Everything from our educational system to the media would have you believe that only losers make mistakes. Not true. Actually, making mistakes is one of the main ways we learn and improve – and it’s absolutely necessary for innovation.

Unfortunately, the last time our mistakes were accepted (much less appreciated) was when we were learning to walk. Back then, our parents didn’t flunk us when we took our first step and promptly crashed. We didn’t get fired for falling time after time while our bodies figured out how to do that walking thing. And we didn’t give up on ourselves and assume that if we couldn’t get it right the first time, walking just wasn’t for us!

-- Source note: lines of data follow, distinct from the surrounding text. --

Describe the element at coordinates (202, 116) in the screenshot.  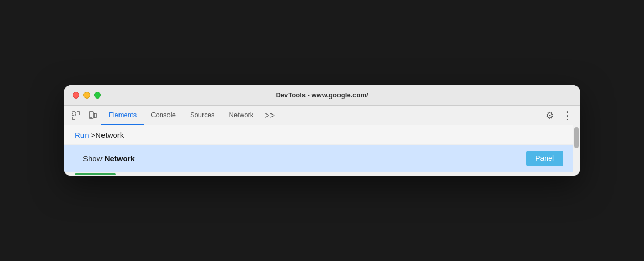
I see `tab-sources: Sources` at that location.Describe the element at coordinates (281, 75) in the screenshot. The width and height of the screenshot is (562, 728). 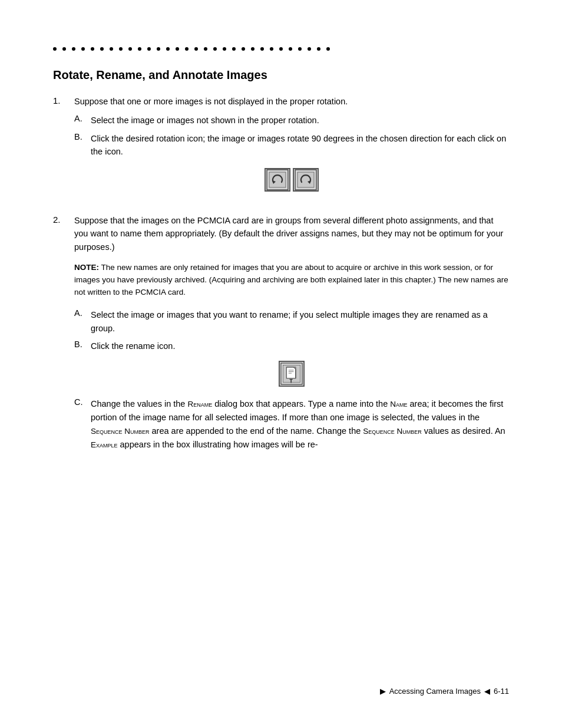
I see `section-title: Rotate, Rename, and Annotate Images` at that location.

But as soon as we got to school, every mistake got a big red X. Success was about having 100% correct answers with no deviations from what the teacher and text books claimed was the right answer. Then we took “aptitude tests” that told us to not even attempt a career that we were “wrong” for. In the job market, successful job candidates were those whose resumes showed that they “did everything right.” Once hired, if they continued to keep their noses clean and not mess up, they got the promotions. Conventional success seems to be about being mistake-free.

Unconventional thinkers embrace mistakes as the stepping stones to success. Thomas Edison is said to have tried thousands of versions of the light bulb that didn’t work before he discovered the one that did. The first product that Akio Morita developed for Sony, a company he co-founded, was a rice cooker that burned rice instead of cooking it. That mistake didn’t discourage him from creating other products and building a multi-billion dollar corporation.

Your failures are just as important, if not even more so, than your successes. Cherish these teaching points and grab onto them. Get excited about screwing up, about analyzing how this can serve as a lesson. Failure is an option.